Craig Venter
Craig Venter
John Craig Venteris an American biotechnologist, biochemist, geneticist, and entrepreneur. He is known for being one of the first to sequence the human genome and the first to transfect a cell with a synthetic genome. Venter founded Celera Genomics, The Institute for Genomic Researchand the J. Craig Venter Institute, and is now CEO of Human Longevity Inc. He was listed on Time magazine's 2007 and 2008 Time 100 list of the most influential people in the world. In 2010, the...
NationalityAmerican
ProfessionScientist
Date of Birth14 October 1946
CountryUnited States of America
When I started my Ph.D. at the University of California, San Diego, I was told that it would be difficult to make a new discovery in biology because it was all known. It all seems so absurd now.
You cannot look at a person's genes and say with any accuracy whether they are from one racial group or another.
Even though people pretend that medical records are privileged information, anyone can already get their hands on them.
'Bloomberg's, you know, for people who don't use the service, provides through the Internet - through specialized computers - information about the financial world. It's a very large data base. I think they have on the order of a billion dollars or more a year in revenue.
As the Industrial Age is drawing to a close, I think that we're witnessing the dawn of the era of biological design.
We all evolved out of the same three or four groups in Africa, as black Africans.
When most people talk about biofuels, they talk about using oils or grease from plants.
My greatest fear is not the abuse of technology but that we will not use it at all.
Now that we can read and write the genetic code, put it in digital form and translate it back into synthesized life, it will be possible to speed up biological evolution to the pace of social evolution.
People want to protect the territory that they have, and they're very threatened by change. That's not true for all of scientists, but you know, fortunately, the scientific community moves forward in a conservative fashion.
Mitochondrial DNA is in higher concentration, lasts longer, and can be extracted from bones.
My genetic autobiography can be found throughout my body.
One of the things about genetics that has become clearer as we've done genomes - as we've worked our way through the evolutionary tree, including humans - is that we're probably much more genetic animals than we want to confess we are.
One important part of scientific training is that scientists learn the boundaries, the safety issues, how to properly deal with and dispose of chemicals and reagents.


# What is being asked
Each line of the material must be reproduced exactly; pictures stay out.
________________
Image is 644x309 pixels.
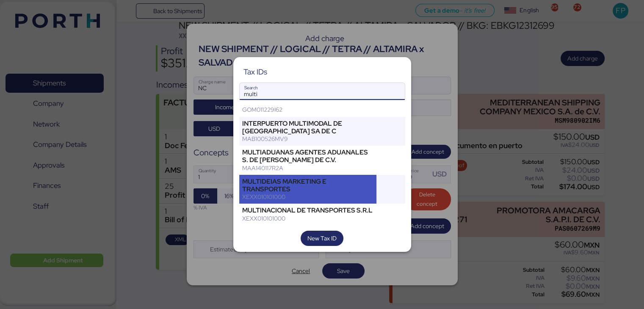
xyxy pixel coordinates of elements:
div: MAA140117R2A [242,164,374,172]
div: MULTIADUANAS AGENTES ADUANALES S. DE [PERSON_NAME] DE C.V. [242,149,374,164]
div: INTERPUERTO MULTIMODAL DE [GEOGRAPHIC_DATA] SA DE C [242,120,374,135]
div: MULTINACIONAL DE TRANSPORTES S.R.L [242,207,374,214]
div: XEXX010101000 [242,193,374,201]
div: MULTIDEIAS MARKETING E TRANSPORTES [242,178,374,193]
div: GRUPO OPERADOR MULTIMODAL [242,98,374,106]
div: XEXX010101000 [242,215,374,222]
button: New Tax ID [301,231,343,246]
div: Tax IDs [243,68,267,76]
div: MAB100526MV9 [242,135,374,143]
input: Search [240,83,405,100]
div: GOM011229I62 [242,106,374,113]
span: New Tax ID [307,233,337,243]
________________
# Task result
Image is 644x309 pixels.
xyxy pixel coordinates of elements:
div: MAA140117R2A [242,164,374,172]
div: MULTIADUANAS AGENTES ADUANALES S. DE [PERSON_NAME] DE C.V. [242,149,374,164]
div: INTERPUERTO MULTIMODAL DE [GEOGRAPHIC_DATA] SA DE C [242,120,374,135]
div: MULTINACIONAL DE TRANSPORTES S.R.L [242,207,374,214]
div: XEXX010101000 [242,193,374,201]
div: MULTIDEIAS MARKETING E TRANSPORTES [242,178,374,193]
div: GRUPO OPERADOR MULTIMODAL [242,98,374,106]
div: XEXX010101000 [242,215,374,222]
button: New Tax ID [301,231,343,246]
div: Tax IDs [243,68,267,76]
div: MAB100526MV9 [242,135,374,143]
input: Search [240,83,405,100]
div: GOM011229I62 [242,106,374,113]
span: New Tax ID [307,233,337,243]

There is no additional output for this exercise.